Our eyes met, she the bitch in a church dress, me the bitch with the man she wanted. We'd meet again.

“What's that company she works for?” I asked Sean when her face was out of sight. “Did you say it was
EW
?”

“No,” he said, staring at his phone, trying to look busy when he wasn't. “EUR.”

“Oh, right, they're always clogging up the fax machine with their blasts.”

“Yeah, she writes all their little updates,” he said, checking his phone twice for a reply. “They're funny. Kinda quirky. I look forward to those blasts every day.”

“I bet you do.”

“What does that mean?”

“I just thought you weren't into entertainment gossip stuff,” I said, pressing the button for the first floor after realizing we hadn't moved. “You always say it's so trivial and a waste of journalism. What did you say again? ‘A tool to distract the masses'?”

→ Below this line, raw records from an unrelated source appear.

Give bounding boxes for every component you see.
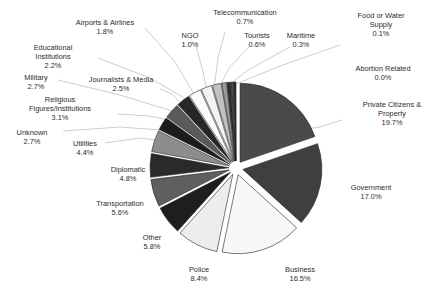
- slice-label: Military2.7%: [24, 73, 48, 91]
- slice-name: Transportation: [96, 199, 143, 208]
- slice-percent: 2.7%: [24, 137, 41, 146]
- slice-label: Other5.8%: [143, 233, 162, 251]
- slice-name: Telecommunication: [213, 8, 276, 17]
- slice-percent: 5.6%: [112, 208, 129, 217]
- slice-label: Maritime0.3%: [287, 31, 315, 49]
- slice-name: Tourists: [244, 31, 270, 40]
- slice-name: Government: [351, 183, 392, 192]
- slice-percent: 2.2%: [45, 61, 62, 70]
- slice-name: Religious: [45, 95, 76, 104]
- slice-label: Police8.4%: [189, 265, 209, 283]
- slice-name: NGO: [182, 31, 199, 40]
- slice-label: ReligiousFigures/Institutions3.1%: [29, 95, 91, 122]
- slice-percent: 0.3%: [293, 40, 310, 49]
- slice-percent: 8.4%: [191, 274, 208, 283]
- slice-percent: 0.1%: [373, 29, 390, 38]
- slice-name: Airports & Airlines: [76, 18, 135, 27]
- slice-percent: 3.1%: [52, 113, 69, 122]
- slice-percent: 1.0%: [182, 40, 199, 49]
- slice-percent: 4.8%: [120, 174, 137, 183]
- slice-name: Educational: [34, 43, 73, 52]
- slice-percent: 4.4%: [77, 148, 94, 157]
- slice-label: NGO1.0%: [182, 31, 199, 49]
- slice-name: Private Citizens &: [363, 100, 421, 109]
- slice-name: Food or Water: [358, 11, 405, 20]
- slice-label: Telecommunication0.7%: [213, 8, 276, 26]
- leader-line: [63, 127, 160, 131]
- slice-label: Abortion Related0.0%: [355, 64, 410, 82]
- slice-name: Unknown: [17, 128, 48, 137]
- leader-line: [231, 45, 340, 86]
- leader-line: [160, 89, 181, 104]
- slice-percent: 17.0%: [361, 192, 382, 201]
- slice-percent: 2.5%: [113, 84, 130, 93]
- slice-name: Journalists & Media: [89, 75, 154, 84]
- slice-percent: 2.7%: [28, 82, 45, 91]
- slice-name: Business: [285, 265, 315, 274]
- slice-name: Abortion Related: [355, 64, 410, 73]
- slice-percent: 0.6%: [249, 40, 266, 49]
- slice-name: Police: [189, 265, 209, 274]
- slice-label: Business16.5%: [285, 265, 315, 283]
- slice-name: Figures/Institutions: [29, 104, 91, 113]
- slice-percent: 0.0%: [375, 73, 392, 82]
- slice-label: Food or WaterSupply0.1%: [358, 11, 405, 38]
- slice-label: Diplomatic4.8%: [111, 165, 146, 183]
- leader-line: [226, 47, 290, 87]
- slice-name: Utilities: [73, 139, 97, 148]
- leader-line: [118, 114, 168, 120]
- slice-percent: 19.7%: [382, 118, 403, 127]
- slice-name: Supply: [370, 20, 393, 29]
- slice-name: Diplomatic: [111, 165, 146, 174]
- slice-percent: 5.8%: [144, 242, 161, 251]
- slice-percent: 1.8%: [97, 27, 114, 36]
- pie-slice-layer: [150, 82, 322, 254]
- slice-label: Government17.0%: [351, 183, 392, 201]
- slice-label: Unknown2.7%: [17, 128, 48, 146]
- slice-name: Military: [24, 73, 48, 82]
- slice-label: Transportation5.6%: [96, 199, 143, 217]
- slice-label: Tourists0.6%: [244, 31, 270, 49]
- attack-target-type-pie-chart: Private Citizens &Property19.7%Governmen…: [0, 0, 443, 307]
- slice-name: Property: [378, 109, 406, 118]
- slice-name: Other: [143, 233, 162, 242]
- slice-name: Maritime: [287, 31, 315, 40]
- slice-label: Airports & Airlines1.8%: [76, 18, 135, 36]
- slice-label: Journalists & Media2.5%: [89, 75, 154, 93]
- slice-percent: 16.5%: [290, 274, 311, 283]
- pie-chart-page: Private Citizens &Property19.7%Governmen…: [0, 0, 443, 307]
- slice-label: EducationalInstitutions2.2%: [34, 43, 73, 70]
- slice-percent: 0.7%: [237, 17, 254, 26]
- slice-label: Utilities4.4%: [73, 139, 97, 157]
- slice-name: Institutions: [35, 52, 71, 61]
- slice-label: Private Citizens &Property19.7%: [363, 100, 421, 127]
- leader-line: [196, 46, 207, 90]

“I mean, yeah, it is. But I didn't say I don't sometimes read them when I need a convenient distraction.”

I sighed at his obvious lie.

“What's wrong now, Meena?”

“What do you mean, ‘now'?”

“I don't know, seems like something is always bothering you.”

“No, something is not always bothering me, Sean.”

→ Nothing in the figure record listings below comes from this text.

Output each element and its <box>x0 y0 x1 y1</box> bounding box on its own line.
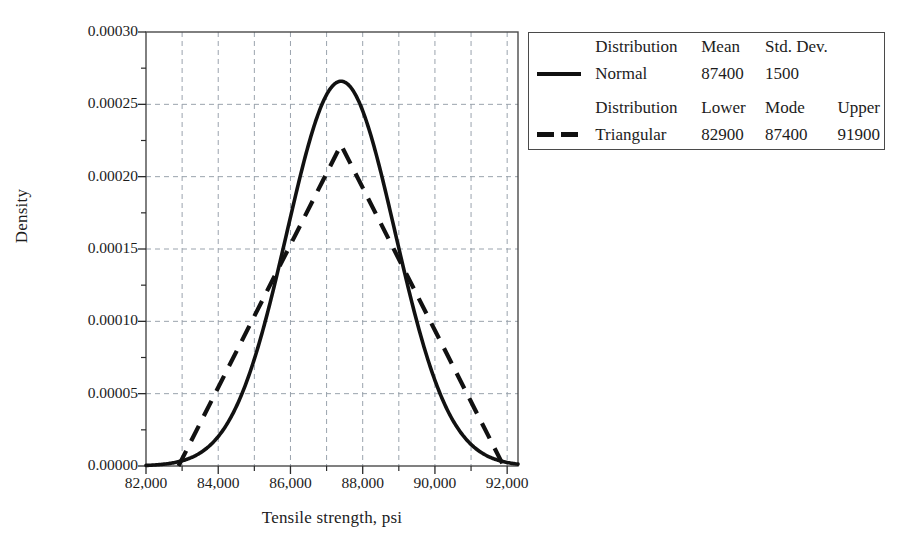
legend-value-normal-mean: 87400 <box>697 59 761 87</box>
y-tick-label: 0.00020 <box>46 167 138 185</box>
legend-table: Distribution Mean Std. Dev. Normal 87400… <box>529 33 884 149</box>
normal-line-swatch <box>529 59 591 87</box>
normal-distribution-curve <box>146 81 518 465</box>
legend-header-std-dev: Std. Dev. <box>761 33 833 59</box>
legend-header-swatch-spacer <box>529 33 591 59</box>
legend-header-distribution-1: Distribution <box>591 33 697 59</box>
legend-row-normal: Normal 87400 1500 <box>529 59 884 87</box>
y-tick-label: 0.00005 <box>46 384 138 402</box>
x-axis-title: Tensile strength, psi <box>146 508 518 528</box>
legend-header-mean: Mean <box>697 33 761 59</box>
legend-value-triangular-lower: 82900 <box>697 120 761 149</box>
y-tick-label: 0.00000 <box>46 456 138 474</box>
legend-value-triangular-name: Triangular <box>591 120 697 149</box>
legend-value-triangular-mode: 87400 <box>761 120 833 149</box>
legend-box: Distribution Mean Std. Dev. Normal 87400… <box>528 32 885 150</box>
legend-header-lower: Lower <box>697 94 761 120</box>
legend-header-row-normal: Distribution Mean Std. Dev. <box>529 33 884 59</box>
legend-value-normal-name: Normal <box>591 59 697 87</box>
legend-header-upper: Upper <box>834 94 885 120</box>
axis-ticks <box>138 32 507 474</box>
y-tick-label: 0.00025 <box>46 94 138 112</box>
legend-header-mode: Mode <box>761 94 833 120</box>
legend-value-normal-std-dev: 1500 <box>761 59 833 87</box>
y-tick-label: 0.00030 <box>46 22 138 40</box>
gridlines <box>146 32 518 466</box>
legend-header-row-triangular: Distribution Lower Mode Upper <box>529 94 884 120</box>
dashed-line-icon <box>537 132 583 137</box>
legend-header-swatch-spacer-2 <box>529 94 591 120</box>
density-chart-figure: 0.000000.000050.000100.000150.000200.000… <box>0 0 907 555</box>
y-tick-label: 0.00015 <box>46 239 138 257</box>
triangular-distribution-curve <box>179 145 504 466</box>
y-axis-title: Density <box>12 166 32 266</box>
y-axis-tick-labels: 0.000000.000050.000100.000150.000200.000… <box>28 0 138 555</box>
legend-row-triangular: Triangular 82900 87400 91900 <box>529 120 884 149</box>
solid-line-icon <box>537 72 581 76</box>
y-tick-label: 0.00010 <box>46 311 138 329</box>
legend-header-distribution-2: Distribution <box>591 94 697 120</box>
triangular-line-swatch <box>529 120 591 149</box>
legend-value-triangular-upper: 91900 <box>834 120 885 149</box>
x-tick-label: 92,000 <box>462 474 552 492</box>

It was his turn to be annoyed.

“Listen, I'm hungry,” I said, exiting the elevator into the lobby. “It's been a long day, I got here crazy early. Let's just go eat. I may have to have a sip of wine. I need it.”

A
fter an Italian dinner of ten words and a bottle of wine, I woke in the middle of the night at Sean's house. We were coupled up on the bed, atop the covers, holding hands, asleep in each other's arms. Had to have been the wine. I drank so many glasses after my run-in with Kelly Jones; compensating for insecurity with inebriation seemed the only thing to do. After we got back to his place, made sloppy sex mixed with the taste of fermented grapes and vodka, we passed out, holding each other like cuddling babies.

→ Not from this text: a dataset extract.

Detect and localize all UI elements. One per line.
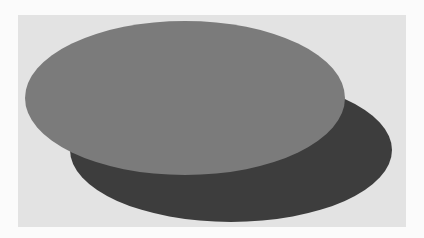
ellipses-scene (0, 0, 424, 238)
image-canvas (0, 0, 424, 238)
light-ellipse (25, 21, 345, 175)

The discomfort made me sweat. Sean's arm around my neck and his sticky, hot fingers nestled into my palms. I felt a tiny cramp bubbling up my spine. A little woozy from all the wine, I pried myself from his grip and crept to the bathroom. Even on my tiptoes, the floor squeaked. I stopped walking, trying not to wake him. He snored so loud that the pencils on his desk rolled to the side. The movement was a reminder: investigate. A reminder that Sean wrote a biography of dates on his jumbo desk calendar. Each box had an important deadline or meeting. I took a moment to reacquaint myself with a map of where he'd been.

I squeaked to his desk, reading carefully. Due dates for October magazine assignments,
Buzz
,
Entertainment Weekly
,
Rolling Stone
,
Vibe
. And then my eye stopped on the weekends. “Meet Kelly,” read one date outlined twice with a star. The following Sunday, “Meet Kelly for brunch.” I looked at the calendar closer and flipped back to July during the weeks of my surgery. “Meet Kelly. 7:30 p.m.” was written with an exclamation mark on two separate dates. My heart throbbed with infuriation that rammed into my throat, wanting to scream, fighting my need to stay silent. I wanted to be destructive, pull the calendar off his desk, scribble cuss words across it, crumple it up, and light it on fire. But then I heard a loud snore, and Sean coughed himself awake. Bed springs bounced with a tiny squeal as he tossed. And with each sound, I tiptoed back to his bedroom, slid under the covers, and lay on my back with my eyes wide open. Maybe he'd met her for a casual meeting of writers. Perhaps he was schmoozing, hoping for more work with her company. One side debated:
There has to be some explanation.
The other side ached and seethed:
He's cheating. Fuck him!

He turned over and put his arm around me. I wanted to bite it and spit angry venom on his wrists. But instead, I let it lie atop me, feeling heavy, hot, like an anchor confining me to this bed of disloyalty.
Had he fucked her?
I pondered the question until I fell asleep. When I awoke two hours later, I rolled off the mattress, hopped in the shower, double-scrubbed my vagina, and knew for sure what we needed to do: take a trip to the STD clinic.